The clear distinction is hard, I accept that point. The phases at least how I learned it are clear. First state owned then truly society owned as a goal. They never got anywhere near that. Nor a classless society. It wasn't the old classes from before 1900 but classes as in power structures were very much present.
And yes it was their expressed and I believe trat they were truthful about that to create a communist state. But there were power struggles and the clear ideas became unclear and what remained (intentionally or not) was the name of the goal justifying all the horrible things.
Again, I am not arguing against or for communism, just making the argument that there was never a communist country as in the sense they reached something resembling the idea of the word. Keeping in mind that there is not a clear line of demarcation, this much is clear to me.
This is a bit confused. The USSR did eventually form a Beaurocratic section over time, especially towards the 80s until its dissolution, but to call it a "class" is not quite accurate. In The State and Revolution, Lenin does a good job of explaining what even constitutes a State, in explaining the economic basis for the "withering away of the State." The Soviet model functioned like this graphic:
Again, though, this isn't what people are saying. The doctrine of the USSR was Communist. They were working towards Communism. The fact that they did not reach that point does not mean their ideology was not Communist.
sidenote: if they didnt reach this point not due to time constraints but because they took a turn along the way, does it still count? ;)
i think what annoyed me about the whole thread and got me on the path about "the real communism" (until it got decent, thanks again!) was this comment. i made something out of it that wasnt the point of the whole debate.
There were a multitude of factors that led to collapse. Generally, WWII was fought with the blood of the Soviet people, it thoroughly destroyed them, and in the process of building back beaurocracy snuck in and allowed the USSR to be killed from the inside.
My problem with your point is that it's a common misconception by leftists who haven't usually studied theory much, they just know that Communism as a status is a Stateless, Classless, Moneyless society. The issue with that outlook is that it entirely ignores the theory of development that is core to Marxism, Communism as a status is not the goal because it sounds good, but because it's the natural progression beyond Capitalism and Socialism.
Put another way, Communism isn't an idea that you build, that's Utopianism.

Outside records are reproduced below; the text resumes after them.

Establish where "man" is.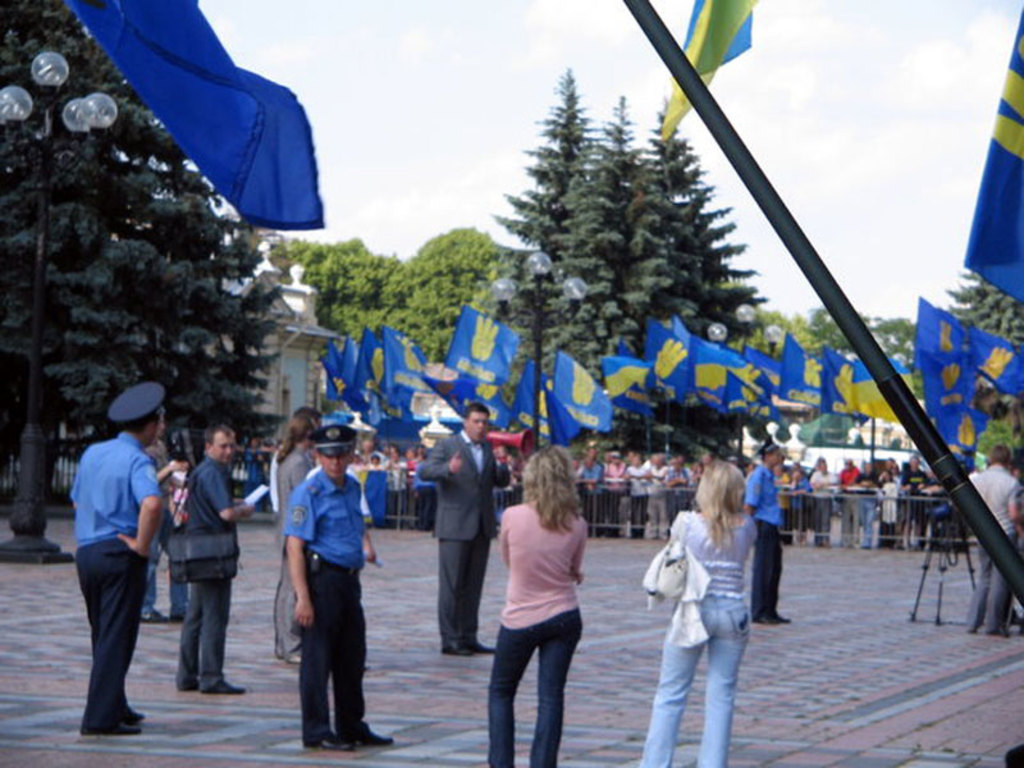
Established at (x1=964, y1=440, x2=1023, y2=635).
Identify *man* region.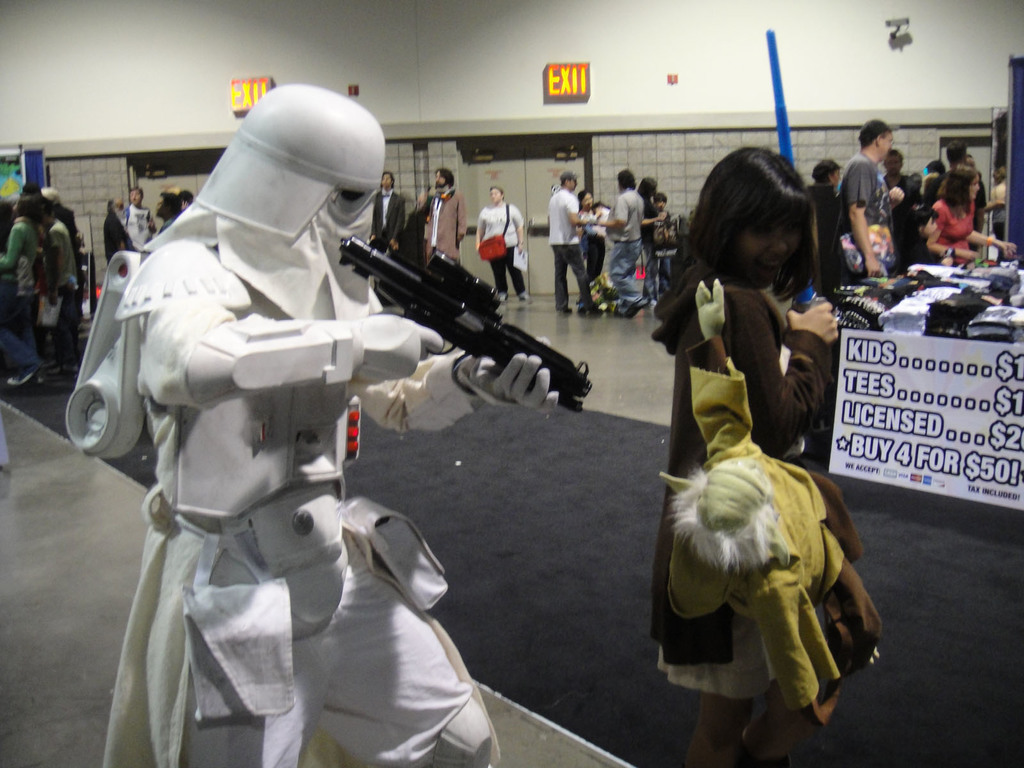
Region: region(425, 168, 461, 269).
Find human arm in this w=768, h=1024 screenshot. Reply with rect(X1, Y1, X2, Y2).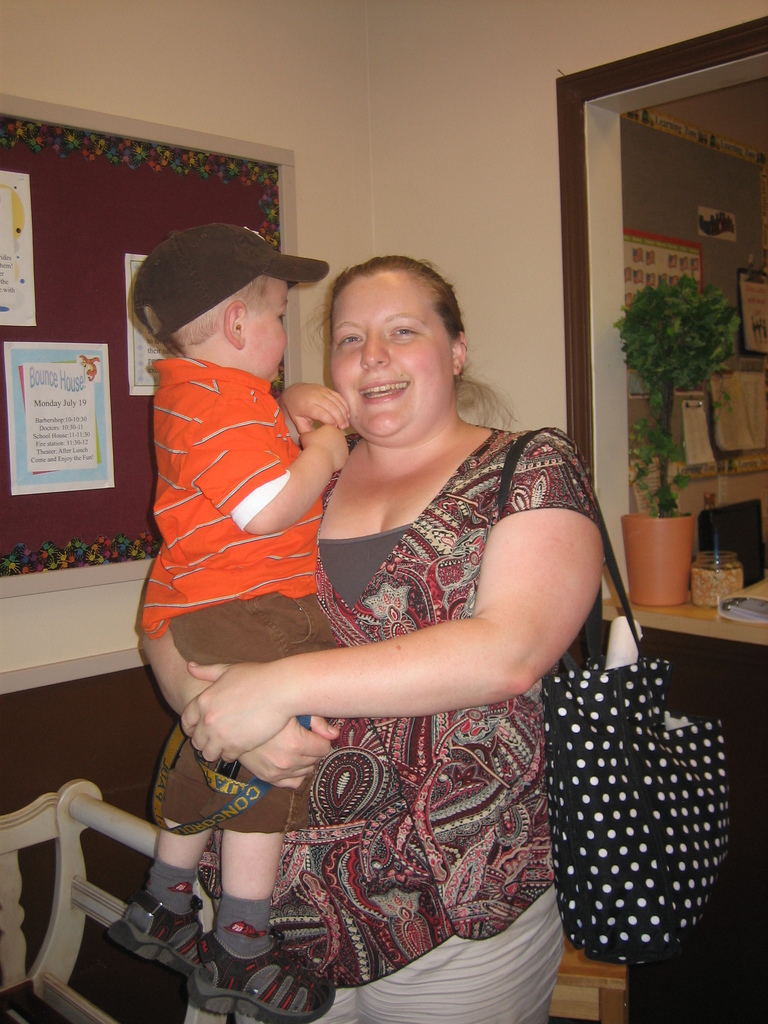
rect(175, 429, 604, 767).
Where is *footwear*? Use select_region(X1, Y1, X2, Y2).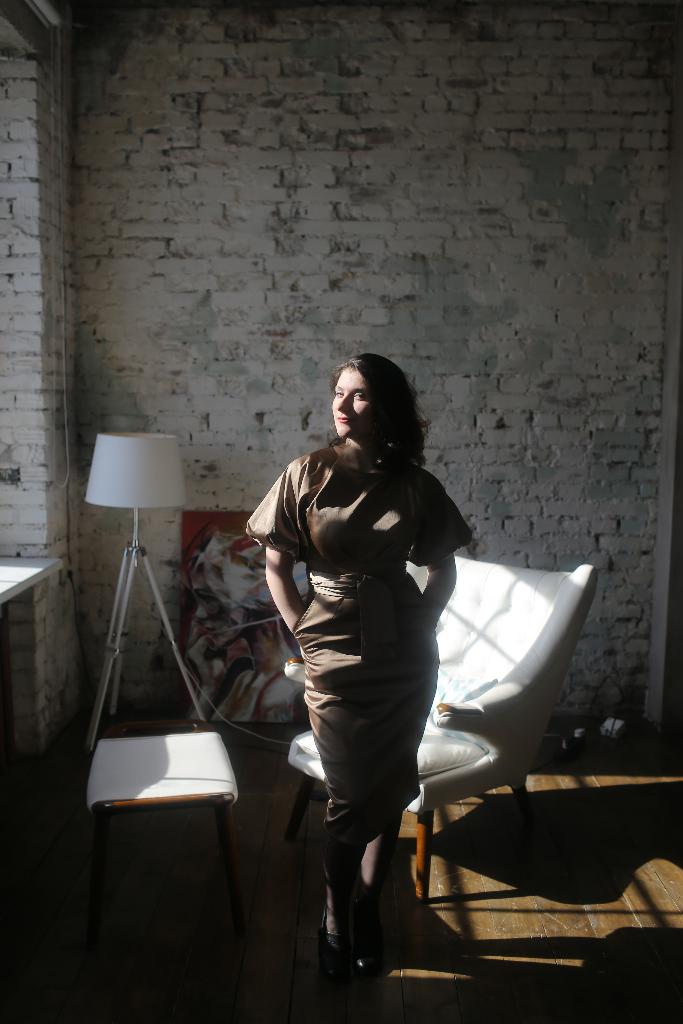
select_region(313, 927, 352, 956).
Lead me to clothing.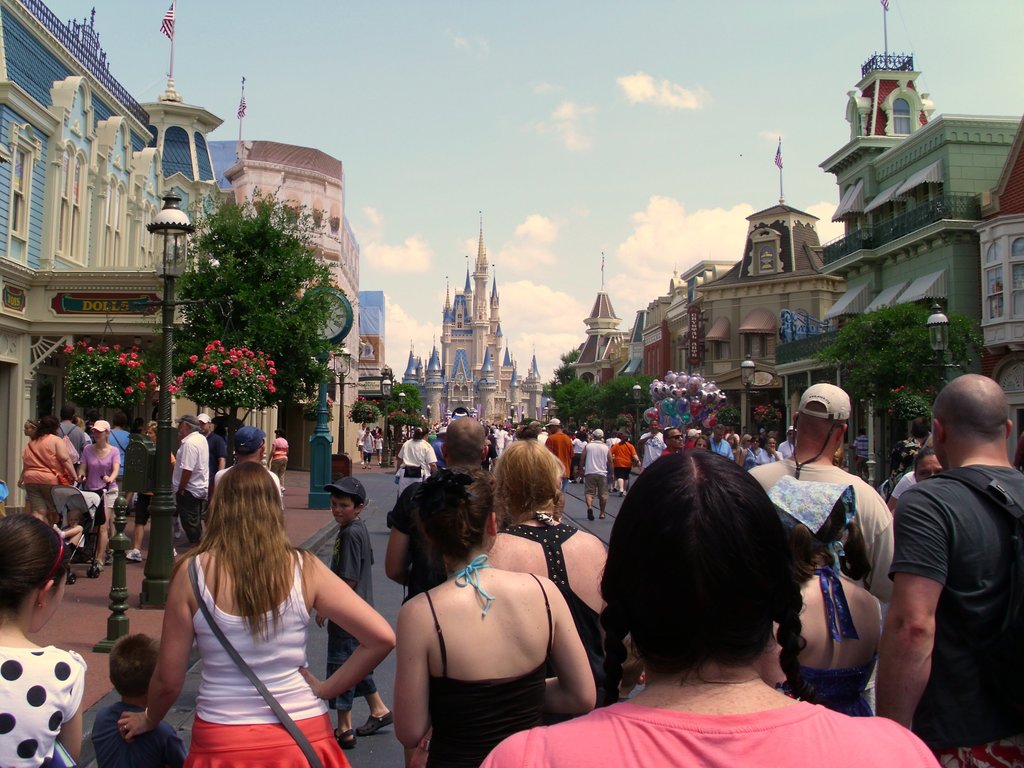
Lead to [x1=750, y1=456, x2=893, y2=714].
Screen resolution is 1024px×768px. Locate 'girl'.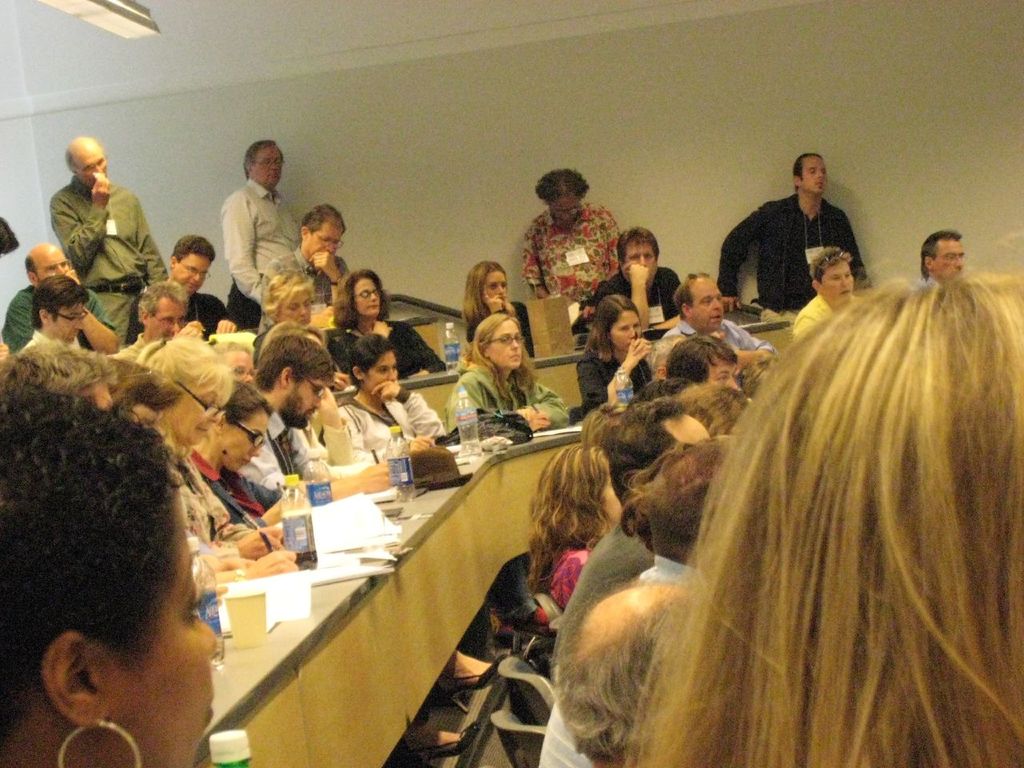
{"x1": 576, "y1": 275, "x2": 659, "y2": 422}.
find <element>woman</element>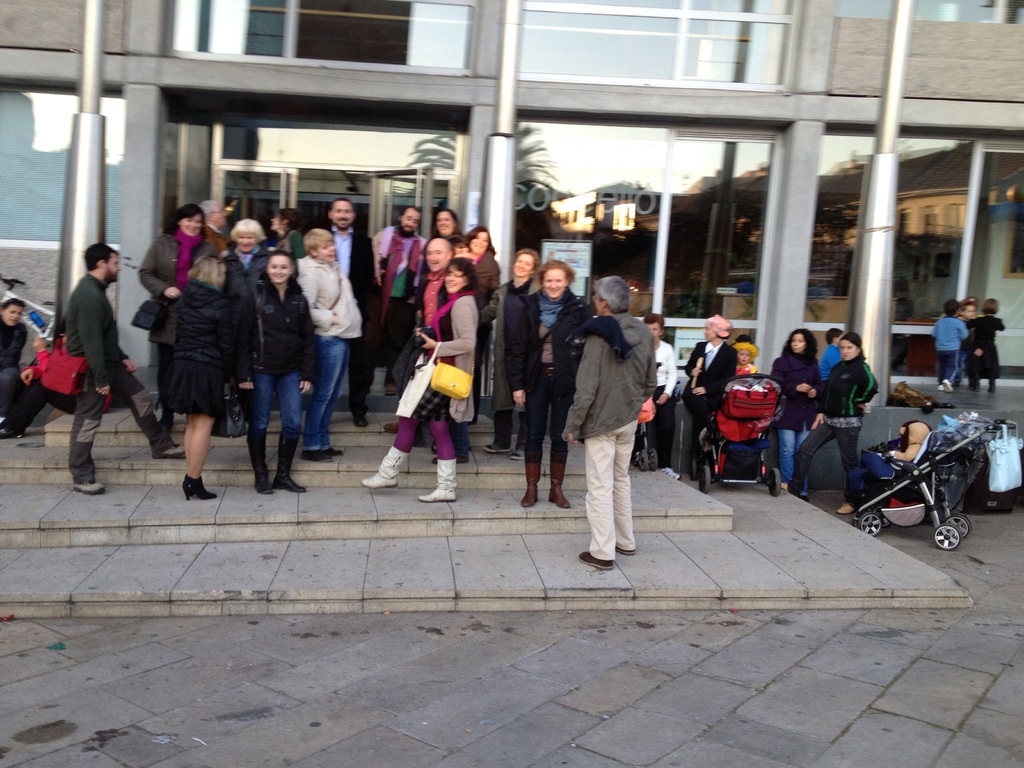
bbox(140, 203, 211, 429)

If you drop a bunch of future Communists off onto a planet with nothing else, they will still go through primitive communism, feudalism, Capitalism, and back to Socialism and then Communism! That's the point I am trying to get across, you can't skip stages because the next is born from the previous!
This is a semantic matter. No socialist state has ever claimed to have reached the stage of communism, including China. But some socialist states—including China—have been/are run by communist governments/parties, which claim to be working toward reaching that stage.